Response to Dennis Avery on the "Consequences of Organic Farming"

Avery's Attack on Organic Farming is Biased and Factually Suspect

Todd Ojala
According to Dennis Avery of the Hudson Institute, the damages from the flooding in southeastern Minnesota were made worse by organic farming ("The Consequences of Organic Farming, Sept. 6, 2007). Let's ignore the possibility that Avery's arguments and reasoning might be biased, for the moment, and consider his claims. The best way to "protect soil effectively" is to use "low-till farming methods" that "depend on herbicides to control choking weeds." The problem with Avery's claim is that the definition of "soil protection" depends critically on your view of what constitutes healthy land and soil. Low-till farming methods that depend on pesticides may decrease the amount of mechanical tilling needed, but at the expense of other indicators of soil health. As most people learn in high school biology classes, healthy soil is created by the cycle of life, death, and decay that occurs at the microscopic level. This cycle depends upon numerous organisms that are adversely affected by pesticides. Furthermore, artificial pesticides and fertilizers are dangerous to animal and human life in high concentrations, and have poisoned wells and watersheds in Minnesota. Do we really want to curtail the kind of innovative and responsible farming methods that improve the quality of our land and water?

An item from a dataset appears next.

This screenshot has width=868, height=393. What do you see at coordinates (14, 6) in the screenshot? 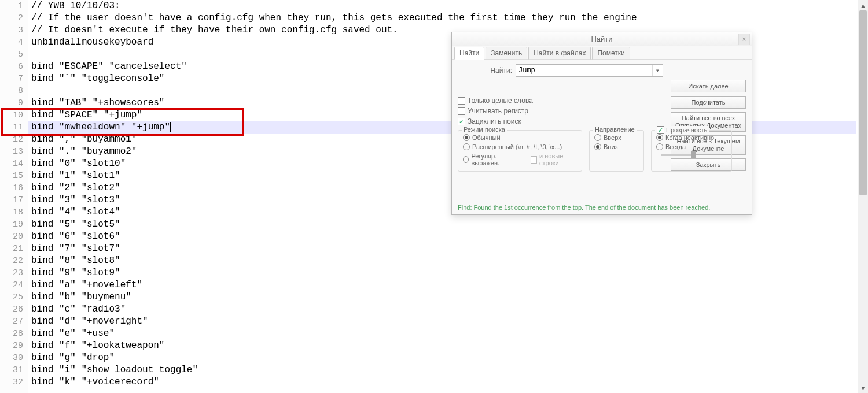
I see `line-number: 1` at bounding box center [14, 6].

Some of Avery's claims are simply false. The idea that organic farms "lose about half of their crop potential" is false, unless you stick to a very limited idea of crop potential. Organic farming has been shown to use about half as much energy per dollar of crop produced. As the world's oil supplies continue their inevitable decline, we need more organic farming, not less. Synthetic fertilizers and pesticides use oil as raw ingredients. Avery's concerns about feeding an increasing global population also ring hollow. If his claim that conventional farming is the key to feeding the world is true, then how does he explain the continued existence of famine and hunger during the height of the "green revolution"? The causes of hunger are economic, environmental, and political. Organic farming will not make the situation worse. In fact, by enabling small farmers to cut their ties to multinational corporations that control the patents to new technologies such as transgenic crops, organic farming methods will be the key to giving communities the ability to feed themselves while enhancing their soil and water.

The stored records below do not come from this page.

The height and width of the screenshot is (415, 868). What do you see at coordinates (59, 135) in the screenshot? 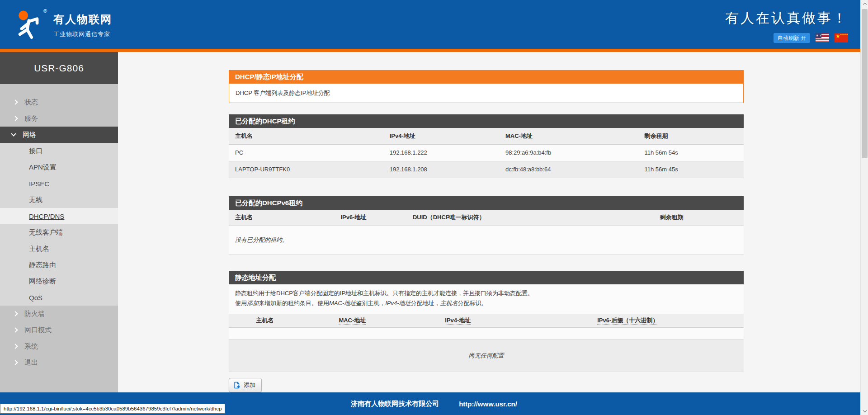
I see `sidebar-item-network: 网络` at bounding box center [59, 135].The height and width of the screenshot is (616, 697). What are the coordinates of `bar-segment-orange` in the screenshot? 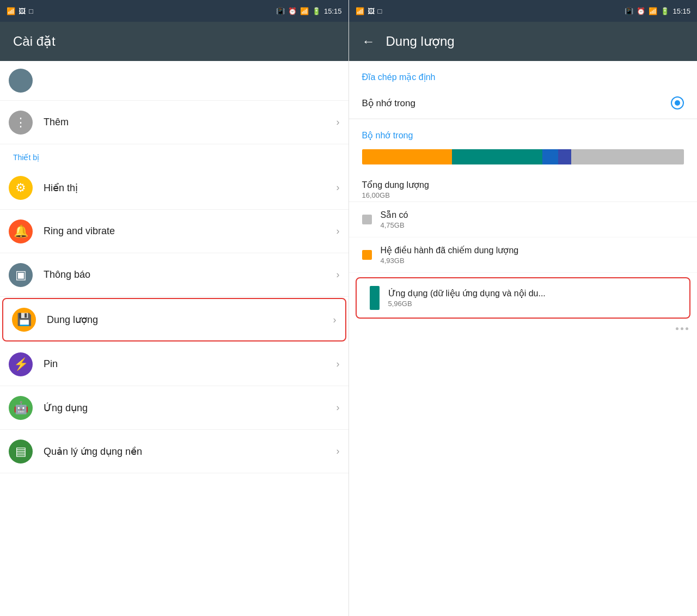 It's located at (407, 157).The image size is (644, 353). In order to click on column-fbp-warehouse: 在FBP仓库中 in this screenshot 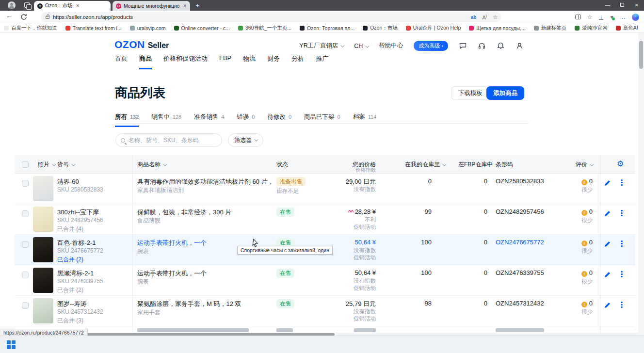, I will do `click(478, 165)`.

Finally, has it occurred to him that many small organic farmers actually weed their farms by hand, and therefore don't have a problem with "weeds choking out the crops"?

Published by Todd Ojala

I am a graduate student and instructor at the University of Chicago, and a Western Civilization Fellow of the Intercollegiate Studies Institute. More importantly, I am the father of a wonderful 1.5 year o...  View profile

As first expressed in Hubbert peak theory, peak oil is the point or timeframe at which the maximum global petroleum production rate is reached. After this timeframe, the rate of production will enter terminal decline.